Over the past three or four years a significant change has been taking place in Irish higher education. Since the publication of the Hunt Report in 2011 (National Strategy for Higher Education), there has been a visible shift of public policy in the direction of a more centralised management of the system. The state now regards it as appropriate to set a national strategic purpose to be reflected in individual institutional plans, and also to manage what has become known as the higher education ‘landscape‘ – the latter being the configuration of the sector and the identity and management of the individual universities and colleges within it.
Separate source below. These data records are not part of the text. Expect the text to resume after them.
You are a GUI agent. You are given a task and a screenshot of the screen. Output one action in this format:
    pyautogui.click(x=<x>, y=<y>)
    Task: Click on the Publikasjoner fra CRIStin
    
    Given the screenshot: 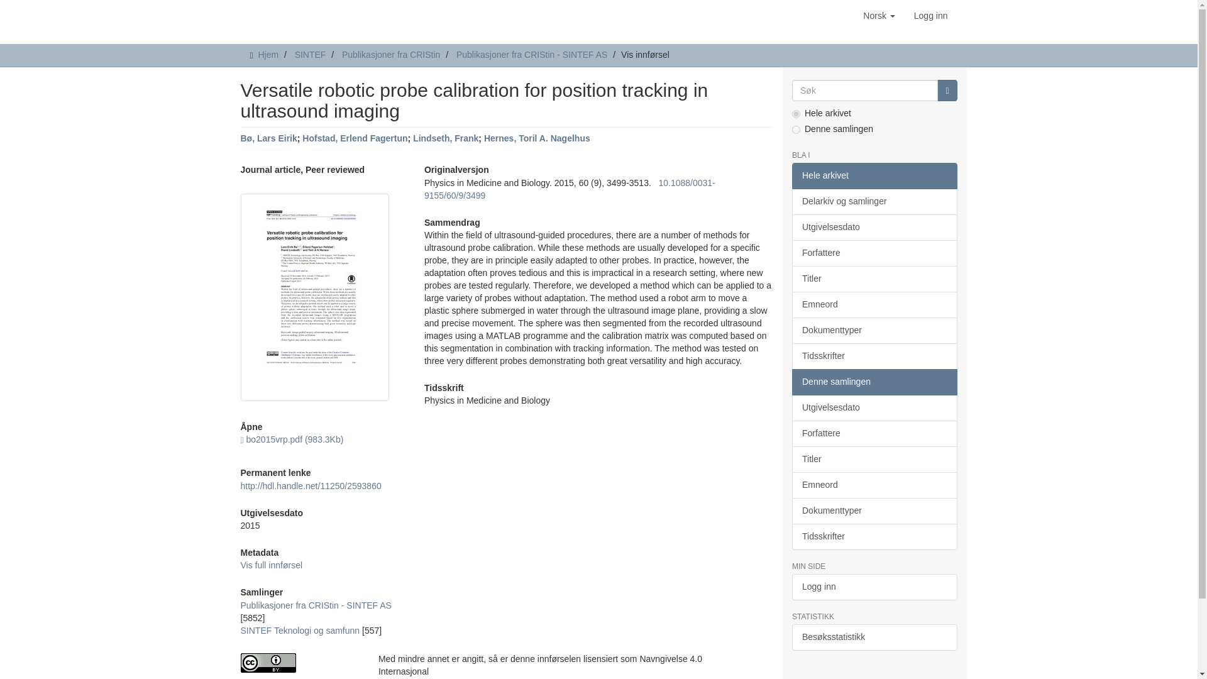 What is the action you would take?
    pyautogui.click(x=391, y=54)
And now, with remarkably little public attention regarding the implications, the government has announced its intention of introducing in 2014 a new piece of legislation in the form of a Universities (Amendment) Bill, the purpose of which is declared to be ‘to give the Minister the power to require universities to comply with government guidelines on remuneration, allowances, pensions and staffing numbers in the University sector’.
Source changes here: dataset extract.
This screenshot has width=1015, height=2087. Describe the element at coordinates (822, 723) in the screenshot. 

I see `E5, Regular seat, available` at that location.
The picture that is emerging from all this is an interesting one: the government and its agencies will set an overall strategic context for individual institutions, will determine in which institutional configuration they will operate, and will determine centrally their staffing and human resources policy. Someone may have arguments in favour of such a higher education policy, but it will have to be stated clearly that it is completely incompatible with any – even limited – understanding of university autonomy.
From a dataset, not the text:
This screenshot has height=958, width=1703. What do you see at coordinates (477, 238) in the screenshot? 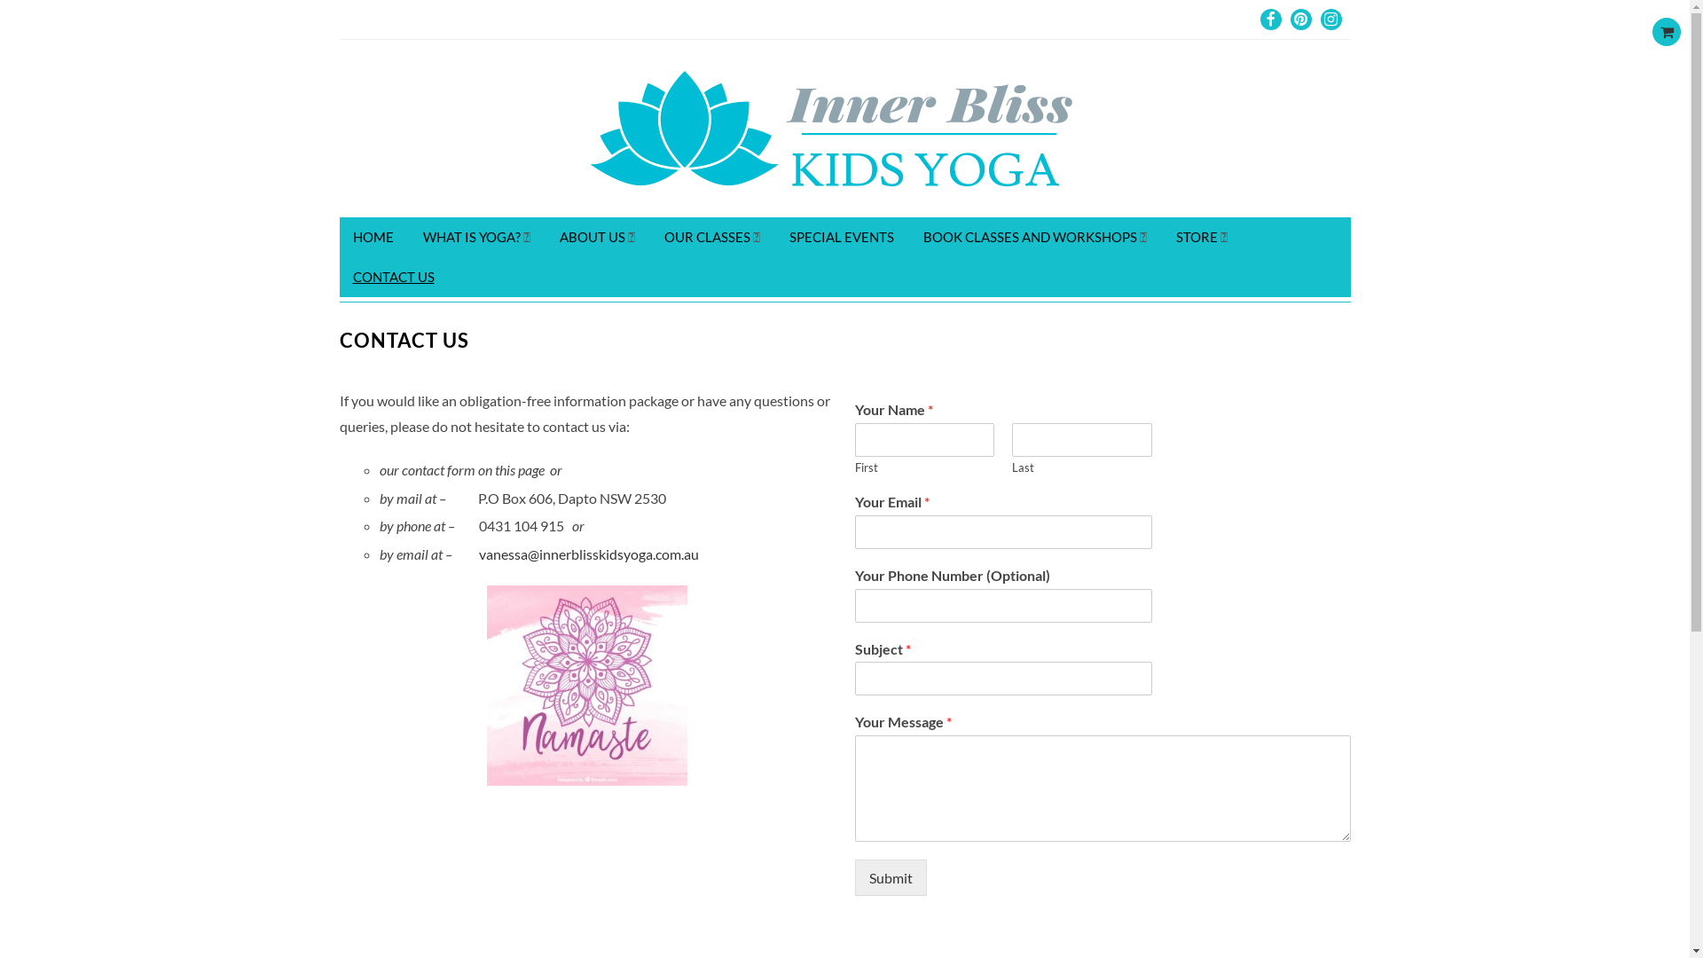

No major policy shift should be undertaken in any area without a clear understanding of how it will produce benefits; such an understanding does not exist in relation to current plans for Irish higher education. It is acknowledged throughout the world that autonomous universities perform much better and produce much greater benefits for their host countries. Ireland’s universities are now being directly threatened. There should, at the very least, be a vigorous debate, and the universities should be vocal in it.